In his "Meditations on First Philosophy", Descartes establishes a system of systematic doubt (Descartes' "Method of Doubt") which he uses to find that he can doubt everything. Everything, that is, except his own existence, as summed up by the famous expression, "cogito ergo sum" - "I think, therefore I am"1. Descartes then goes on to prove, by two methods (both cosmological and ontological) that God exists. He also demonstrates that God is incapable of causing deception.

In Descartes' sixth meditation (his last meditation), he needs to remove the spectre of the universal and systematic doubt that is still overshadowing him. Part of this is to remove the doubt he has had over the existence of corporeal things. His proof of the existence of corporeal things can be broken down into a ten-step argument:

1) There are differences between understanding, imagination, and sensory perceptions. (This implies that when I perceive something, I am not imagining it, and I can understand it).

2) Sensory perceptions are passively received (in other words, we cannot decide if we want to see or hear something if it happens to enter our eye or ear).

3) God necessarily exists and is no deceiver (this is demonstrated meditations three and five).

4) The Causal Adequacy Principle states that something cannot come from nothing, and the effect must have as much "reality"2 as the cause. This applies to ideas as well as anything else.

5) Sensory perceptions must have a cause other than me (from 2).

6) Perhaps the cause of sensory perceptions is another substance (plus 4).

7) This cause must therefore be either a corporeal substance, or God.

8) This cause cannot be God (from 3). As God is no deceiver, it would be a contradiction for Him to make me believe that I am sensing a corporeal substance when there is in fact no such substance.

9) If I sense a corporeal substance, then the cause of that perception must be the corporeal substance in question.

10) Therefore corporeal things exist.

With this argument, Descartes removes himself from his scepticism over corporeal things.

This argument is pretty neat and tidy, and follows logically. So long as Descartes' premises are true, we must accept his conclusion about the existence of the corporeal world. However, much ink has been spilt by philosophers over the past 300 or so years over whether Descartes' premises are true. The cogito argument ("cogito ergo sum") has been widely accepted, but both of Descartes' proofs of the existence of God have received great criticism. If they are false, then we cannot accept the above argument. However, as it stands, the argument works quite nicely I think. It seems to be logically valid at least.


1 - In the Meditations, Descartes actually says; "cogito sum" - "I think, I am". There is no "therefore", since this argument is not syllogistic. It is all one single inference.

2 - To Descartes, the idea of "reality" is tied in with a hierarchy of independence of existence. That which is lower down in this hierarchy depends on its existence, and has less than, or equal, reality than that which is higher up in the hierarchy. Ultimately, at the top of this hierarchy is God.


The word to find is "increase". Copy each line of the material that contains it.

Records for this exercise:
────────────────

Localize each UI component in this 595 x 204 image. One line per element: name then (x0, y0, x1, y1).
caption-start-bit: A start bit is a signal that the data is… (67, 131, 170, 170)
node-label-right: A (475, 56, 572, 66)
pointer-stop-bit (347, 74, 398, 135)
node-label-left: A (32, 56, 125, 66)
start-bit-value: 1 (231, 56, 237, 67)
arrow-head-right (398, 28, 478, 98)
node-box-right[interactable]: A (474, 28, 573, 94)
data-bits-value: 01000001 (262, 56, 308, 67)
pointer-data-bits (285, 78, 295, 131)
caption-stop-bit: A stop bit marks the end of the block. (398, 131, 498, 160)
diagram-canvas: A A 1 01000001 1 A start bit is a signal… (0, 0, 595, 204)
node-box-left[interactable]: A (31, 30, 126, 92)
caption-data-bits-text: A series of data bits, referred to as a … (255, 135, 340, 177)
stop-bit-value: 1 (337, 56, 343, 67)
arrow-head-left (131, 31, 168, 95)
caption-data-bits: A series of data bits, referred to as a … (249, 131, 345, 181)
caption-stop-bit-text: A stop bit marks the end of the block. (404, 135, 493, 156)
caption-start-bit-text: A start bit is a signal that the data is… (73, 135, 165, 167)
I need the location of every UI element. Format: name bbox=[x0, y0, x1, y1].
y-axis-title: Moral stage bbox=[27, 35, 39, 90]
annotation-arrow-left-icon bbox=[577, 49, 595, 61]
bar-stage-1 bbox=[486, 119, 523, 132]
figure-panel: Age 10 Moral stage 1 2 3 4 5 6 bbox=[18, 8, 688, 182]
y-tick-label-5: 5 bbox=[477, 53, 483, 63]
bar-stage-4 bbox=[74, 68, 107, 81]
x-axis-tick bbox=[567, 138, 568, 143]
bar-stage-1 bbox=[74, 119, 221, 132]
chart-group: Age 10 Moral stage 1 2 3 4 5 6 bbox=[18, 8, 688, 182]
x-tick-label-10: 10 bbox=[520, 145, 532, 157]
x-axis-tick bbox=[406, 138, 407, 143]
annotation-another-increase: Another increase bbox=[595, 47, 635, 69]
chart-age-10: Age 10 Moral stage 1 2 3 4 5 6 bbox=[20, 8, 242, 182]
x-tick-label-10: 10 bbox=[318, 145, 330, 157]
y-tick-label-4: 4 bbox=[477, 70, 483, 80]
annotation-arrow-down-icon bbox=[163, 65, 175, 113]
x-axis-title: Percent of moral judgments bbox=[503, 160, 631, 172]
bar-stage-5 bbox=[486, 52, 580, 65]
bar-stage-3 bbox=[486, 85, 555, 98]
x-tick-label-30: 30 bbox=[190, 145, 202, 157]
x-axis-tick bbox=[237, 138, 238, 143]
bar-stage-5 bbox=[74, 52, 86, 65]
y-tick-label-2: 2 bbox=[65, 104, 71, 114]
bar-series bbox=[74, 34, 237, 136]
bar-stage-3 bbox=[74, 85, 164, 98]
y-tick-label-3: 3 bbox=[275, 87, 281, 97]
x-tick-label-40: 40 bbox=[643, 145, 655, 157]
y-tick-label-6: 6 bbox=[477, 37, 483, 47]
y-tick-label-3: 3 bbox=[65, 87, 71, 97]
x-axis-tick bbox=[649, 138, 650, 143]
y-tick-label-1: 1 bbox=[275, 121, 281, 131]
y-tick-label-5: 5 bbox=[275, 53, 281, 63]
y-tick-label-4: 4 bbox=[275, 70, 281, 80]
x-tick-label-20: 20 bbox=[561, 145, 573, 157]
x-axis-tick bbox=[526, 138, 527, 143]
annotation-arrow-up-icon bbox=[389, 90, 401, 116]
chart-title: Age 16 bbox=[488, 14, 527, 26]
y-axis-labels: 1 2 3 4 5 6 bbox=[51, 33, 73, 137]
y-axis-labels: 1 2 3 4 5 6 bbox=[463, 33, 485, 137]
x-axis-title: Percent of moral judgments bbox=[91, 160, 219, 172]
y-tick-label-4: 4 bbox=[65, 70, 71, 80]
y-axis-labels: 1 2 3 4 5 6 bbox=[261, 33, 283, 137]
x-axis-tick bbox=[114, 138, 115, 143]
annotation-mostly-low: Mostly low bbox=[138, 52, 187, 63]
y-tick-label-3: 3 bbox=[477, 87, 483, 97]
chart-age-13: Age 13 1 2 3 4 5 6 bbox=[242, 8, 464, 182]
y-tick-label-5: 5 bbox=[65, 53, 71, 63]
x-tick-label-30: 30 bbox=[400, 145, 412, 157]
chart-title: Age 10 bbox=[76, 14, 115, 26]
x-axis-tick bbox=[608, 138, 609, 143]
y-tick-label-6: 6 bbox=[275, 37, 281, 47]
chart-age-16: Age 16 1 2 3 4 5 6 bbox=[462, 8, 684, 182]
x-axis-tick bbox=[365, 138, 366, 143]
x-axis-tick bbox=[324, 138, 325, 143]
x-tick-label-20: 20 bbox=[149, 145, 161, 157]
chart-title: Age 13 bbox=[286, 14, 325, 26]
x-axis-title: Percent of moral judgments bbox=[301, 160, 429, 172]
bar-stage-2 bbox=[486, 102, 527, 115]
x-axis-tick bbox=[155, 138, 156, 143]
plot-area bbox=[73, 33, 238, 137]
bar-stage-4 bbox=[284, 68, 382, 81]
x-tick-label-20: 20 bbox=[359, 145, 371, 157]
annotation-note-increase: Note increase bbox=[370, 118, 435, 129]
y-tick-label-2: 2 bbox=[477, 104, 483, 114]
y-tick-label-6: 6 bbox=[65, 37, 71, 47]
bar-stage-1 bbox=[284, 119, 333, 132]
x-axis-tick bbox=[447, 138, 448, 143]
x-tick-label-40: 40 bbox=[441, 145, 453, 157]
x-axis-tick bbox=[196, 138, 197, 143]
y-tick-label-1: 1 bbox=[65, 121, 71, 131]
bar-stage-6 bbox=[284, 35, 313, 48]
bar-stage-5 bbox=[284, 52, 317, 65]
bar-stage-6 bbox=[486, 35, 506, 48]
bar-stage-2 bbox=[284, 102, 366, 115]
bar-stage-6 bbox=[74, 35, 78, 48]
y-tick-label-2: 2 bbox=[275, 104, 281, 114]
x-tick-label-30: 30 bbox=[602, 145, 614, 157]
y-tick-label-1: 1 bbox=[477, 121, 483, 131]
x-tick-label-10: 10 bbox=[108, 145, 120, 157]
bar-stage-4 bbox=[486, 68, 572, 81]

────────────────

Response to the exercise:
annotation-another-increase: Another increase bbox=[595, 47, 635, 69]
annotation-note-increase: Note increase bbox=[370, 118, 435, 129]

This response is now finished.